There is a new trend in cosmetic injectables that is quick, easy to recover from, and sourced from dead bodies. People are injecting themselves with fat from corpses to enhance their physiques, and the practice is gaining traction. Dr Douglas Steinbrech, a surgeon at Manhattan's Alpha Male clinic, calls it a gamechanger, noting that recipients do not require surgery, general anaesthesia, or recovery time.
The Ethical Dilemma of Cadaver Fat
While unusual cosmetic procedures like foot filler, vampire facelifts, and pokertox have become more common, the use of cadaver fat raises ethical questions. When individuals donate their organs, tissue banks often collect abdominal fat cells, which are then sold to companies for cosmetic use. This process has sparked concerns about whether donors are fully informed about how their remains will be used. In 2012, NPR reported that tissue bank solicitors informed potential donors about cosmetic use only 29% of the time. Companies like Tiger Aesthetics and MTF Biologics claim they ensure proper consent for aesthetic use.
Societal Attitudes and Capitalist Pressures
The queasiness surrounding these procedures reflects conservative attitudes toward cosmetic surgery. The moral hierarchy that places life-saving surgeries above elective vanity procedures means the real issue is not using dead bodies for parts, but what those parts are used for. The aesthetics of capitalism drive demand, as minimal downtime allows wealthy executives to undergo procedures early in the morning and still make it to work. This supports a lifestyle where physical perfection is required for success, with no interruption to productivity.
The rise of GLP-1 drugs like Ozempic has also fueled demand for cadaver fat injections. Dramatic weight loss often leaves users with hollow faces or flat buttocks, leading them to seek fat restoration. This creates a vicious cycle of weight loss and cosmetic procedures.
Anxieties About Mortality
The biggest irony is how this trend illuminates anxieties about mortality. Anti-ageing is a billion-dollar industry, and people are seeking cosmetic procedures at younger ages. In the pursuit of immortality, we have turned back to death itself. However, the scariest aspect is not the cadavers but our rejection of natural bodily processes and the commercialisation of everything to feed that rejection. Society has created widespread body insecurity, with constantly shifting beauty standards. If being an organ donor means one's belly fat could end up in someone else's cosmetic procedure, so be it.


WHAT YOU WILL DO | Your answer should hold each line of the material that contains the word "Zone".

EXERCISE DATA |
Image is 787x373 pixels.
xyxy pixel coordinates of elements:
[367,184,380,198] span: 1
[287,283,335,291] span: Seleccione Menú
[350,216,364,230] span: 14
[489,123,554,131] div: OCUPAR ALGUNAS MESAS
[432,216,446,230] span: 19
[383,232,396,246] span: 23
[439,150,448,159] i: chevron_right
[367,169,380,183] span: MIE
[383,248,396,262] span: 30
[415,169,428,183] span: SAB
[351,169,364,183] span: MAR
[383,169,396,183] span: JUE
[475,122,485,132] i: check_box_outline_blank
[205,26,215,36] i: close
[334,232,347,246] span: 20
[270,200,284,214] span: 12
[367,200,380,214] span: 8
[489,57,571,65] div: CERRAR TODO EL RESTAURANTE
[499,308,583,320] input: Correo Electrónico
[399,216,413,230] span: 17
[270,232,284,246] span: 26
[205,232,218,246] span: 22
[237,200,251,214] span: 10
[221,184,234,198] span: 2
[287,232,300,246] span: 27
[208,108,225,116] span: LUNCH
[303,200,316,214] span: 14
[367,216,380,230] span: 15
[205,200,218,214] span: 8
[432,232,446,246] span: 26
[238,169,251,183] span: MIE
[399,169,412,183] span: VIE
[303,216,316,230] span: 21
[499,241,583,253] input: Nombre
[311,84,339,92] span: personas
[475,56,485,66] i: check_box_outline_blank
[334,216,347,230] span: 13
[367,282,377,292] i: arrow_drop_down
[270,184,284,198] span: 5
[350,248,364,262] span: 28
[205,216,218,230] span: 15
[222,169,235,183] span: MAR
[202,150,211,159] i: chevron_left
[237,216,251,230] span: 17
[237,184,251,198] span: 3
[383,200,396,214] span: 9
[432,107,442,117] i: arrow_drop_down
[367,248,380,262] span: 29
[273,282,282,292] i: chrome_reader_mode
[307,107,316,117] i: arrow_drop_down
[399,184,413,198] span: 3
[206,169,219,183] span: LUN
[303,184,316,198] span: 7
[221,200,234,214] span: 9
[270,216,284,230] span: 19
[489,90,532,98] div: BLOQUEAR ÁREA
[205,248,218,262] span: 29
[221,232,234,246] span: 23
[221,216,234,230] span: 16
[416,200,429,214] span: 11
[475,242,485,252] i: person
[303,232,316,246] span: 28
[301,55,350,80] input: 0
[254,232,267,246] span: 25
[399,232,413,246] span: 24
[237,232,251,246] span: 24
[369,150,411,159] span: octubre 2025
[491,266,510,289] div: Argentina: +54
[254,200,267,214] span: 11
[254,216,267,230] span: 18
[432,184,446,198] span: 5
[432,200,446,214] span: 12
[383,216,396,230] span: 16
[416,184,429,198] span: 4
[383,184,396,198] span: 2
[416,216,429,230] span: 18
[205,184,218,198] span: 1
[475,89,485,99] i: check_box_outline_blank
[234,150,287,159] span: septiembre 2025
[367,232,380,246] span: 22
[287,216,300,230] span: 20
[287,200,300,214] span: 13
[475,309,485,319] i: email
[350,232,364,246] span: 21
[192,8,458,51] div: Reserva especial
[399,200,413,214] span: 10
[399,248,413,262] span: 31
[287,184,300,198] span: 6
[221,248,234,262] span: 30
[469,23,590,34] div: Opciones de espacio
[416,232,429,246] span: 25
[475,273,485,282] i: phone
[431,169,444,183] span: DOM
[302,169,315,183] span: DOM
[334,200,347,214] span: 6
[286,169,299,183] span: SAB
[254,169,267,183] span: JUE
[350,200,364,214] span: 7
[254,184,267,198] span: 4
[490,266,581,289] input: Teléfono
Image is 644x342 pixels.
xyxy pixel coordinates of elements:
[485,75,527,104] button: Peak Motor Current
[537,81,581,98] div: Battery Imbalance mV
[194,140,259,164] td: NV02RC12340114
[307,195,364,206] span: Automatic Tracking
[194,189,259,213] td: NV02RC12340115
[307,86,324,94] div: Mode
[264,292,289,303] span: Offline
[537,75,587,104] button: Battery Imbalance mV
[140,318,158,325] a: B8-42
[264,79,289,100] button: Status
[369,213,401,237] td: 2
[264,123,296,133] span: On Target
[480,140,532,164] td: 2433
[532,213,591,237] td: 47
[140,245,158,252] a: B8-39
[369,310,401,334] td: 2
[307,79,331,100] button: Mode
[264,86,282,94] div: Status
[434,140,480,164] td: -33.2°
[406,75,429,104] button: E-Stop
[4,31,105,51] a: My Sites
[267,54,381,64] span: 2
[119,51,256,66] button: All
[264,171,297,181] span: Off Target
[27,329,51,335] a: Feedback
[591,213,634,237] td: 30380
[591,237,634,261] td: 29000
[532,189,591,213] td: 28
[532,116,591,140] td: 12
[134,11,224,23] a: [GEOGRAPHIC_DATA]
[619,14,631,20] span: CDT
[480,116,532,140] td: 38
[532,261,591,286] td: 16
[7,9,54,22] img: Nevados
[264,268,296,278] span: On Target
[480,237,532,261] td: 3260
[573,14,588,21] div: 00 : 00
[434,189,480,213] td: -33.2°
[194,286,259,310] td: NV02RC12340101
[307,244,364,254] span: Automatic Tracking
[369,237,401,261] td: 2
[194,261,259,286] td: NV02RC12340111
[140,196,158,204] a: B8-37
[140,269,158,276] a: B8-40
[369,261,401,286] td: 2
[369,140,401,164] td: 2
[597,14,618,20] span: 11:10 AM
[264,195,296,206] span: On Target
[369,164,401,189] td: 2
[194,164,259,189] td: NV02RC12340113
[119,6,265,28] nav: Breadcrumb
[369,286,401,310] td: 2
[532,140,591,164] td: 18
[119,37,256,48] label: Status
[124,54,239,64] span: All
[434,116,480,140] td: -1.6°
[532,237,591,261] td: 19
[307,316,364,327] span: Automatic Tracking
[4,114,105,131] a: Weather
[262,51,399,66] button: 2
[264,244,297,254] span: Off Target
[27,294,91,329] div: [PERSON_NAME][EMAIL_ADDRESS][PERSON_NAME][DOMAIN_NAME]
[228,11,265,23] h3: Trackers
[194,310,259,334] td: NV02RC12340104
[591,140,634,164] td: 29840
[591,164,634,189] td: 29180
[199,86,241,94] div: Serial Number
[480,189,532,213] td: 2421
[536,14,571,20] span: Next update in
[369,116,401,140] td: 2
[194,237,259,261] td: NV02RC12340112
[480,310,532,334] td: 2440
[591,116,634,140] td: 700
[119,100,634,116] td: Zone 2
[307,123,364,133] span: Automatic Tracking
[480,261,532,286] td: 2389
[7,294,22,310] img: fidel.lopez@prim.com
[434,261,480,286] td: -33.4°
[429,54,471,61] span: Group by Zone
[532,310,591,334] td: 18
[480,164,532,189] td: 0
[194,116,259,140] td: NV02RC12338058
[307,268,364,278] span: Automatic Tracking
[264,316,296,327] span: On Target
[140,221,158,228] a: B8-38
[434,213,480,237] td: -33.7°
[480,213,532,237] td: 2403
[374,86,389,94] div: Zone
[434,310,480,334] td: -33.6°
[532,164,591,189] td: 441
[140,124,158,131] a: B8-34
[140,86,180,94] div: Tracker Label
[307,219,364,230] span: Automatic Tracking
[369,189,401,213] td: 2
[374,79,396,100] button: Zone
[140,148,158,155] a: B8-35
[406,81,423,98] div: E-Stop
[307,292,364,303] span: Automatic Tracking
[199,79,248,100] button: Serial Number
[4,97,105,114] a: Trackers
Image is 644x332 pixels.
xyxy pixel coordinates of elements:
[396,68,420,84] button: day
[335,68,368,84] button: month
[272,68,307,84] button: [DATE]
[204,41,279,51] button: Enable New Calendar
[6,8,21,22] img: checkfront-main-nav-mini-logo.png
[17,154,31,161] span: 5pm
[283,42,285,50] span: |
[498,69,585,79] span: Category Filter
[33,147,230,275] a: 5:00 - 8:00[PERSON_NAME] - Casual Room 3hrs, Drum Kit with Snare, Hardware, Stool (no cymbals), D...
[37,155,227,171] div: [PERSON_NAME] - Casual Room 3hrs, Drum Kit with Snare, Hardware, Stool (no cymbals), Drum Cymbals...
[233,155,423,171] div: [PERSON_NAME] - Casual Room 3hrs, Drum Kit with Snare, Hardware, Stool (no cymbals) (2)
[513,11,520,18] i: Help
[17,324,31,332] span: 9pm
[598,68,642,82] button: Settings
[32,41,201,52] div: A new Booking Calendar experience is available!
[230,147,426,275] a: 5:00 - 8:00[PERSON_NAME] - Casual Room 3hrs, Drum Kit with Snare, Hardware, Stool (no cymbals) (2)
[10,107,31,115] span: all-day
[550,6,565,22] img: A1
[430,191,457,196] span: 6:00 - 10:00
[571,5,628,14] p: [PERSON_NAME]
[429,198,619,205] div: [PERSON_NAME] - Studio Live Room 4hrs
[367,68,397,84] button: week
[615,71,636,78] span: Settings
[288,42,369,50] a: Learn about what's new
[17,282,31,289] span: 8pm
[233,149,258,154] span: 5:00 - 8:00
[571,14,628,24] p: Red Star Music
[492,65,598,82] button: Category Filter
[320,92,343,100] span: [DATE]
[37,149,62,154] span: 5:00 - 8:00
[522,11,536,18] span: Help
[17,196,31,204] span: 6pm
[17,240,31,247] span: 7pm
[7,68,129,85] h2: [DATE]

RESPONSE BOX |
[119,100,634,116] td: Zone 2
[429,54,471,61] span: Group by Zone
[374,86,389,94] div: Zone
[374,79,396,100] button: Zone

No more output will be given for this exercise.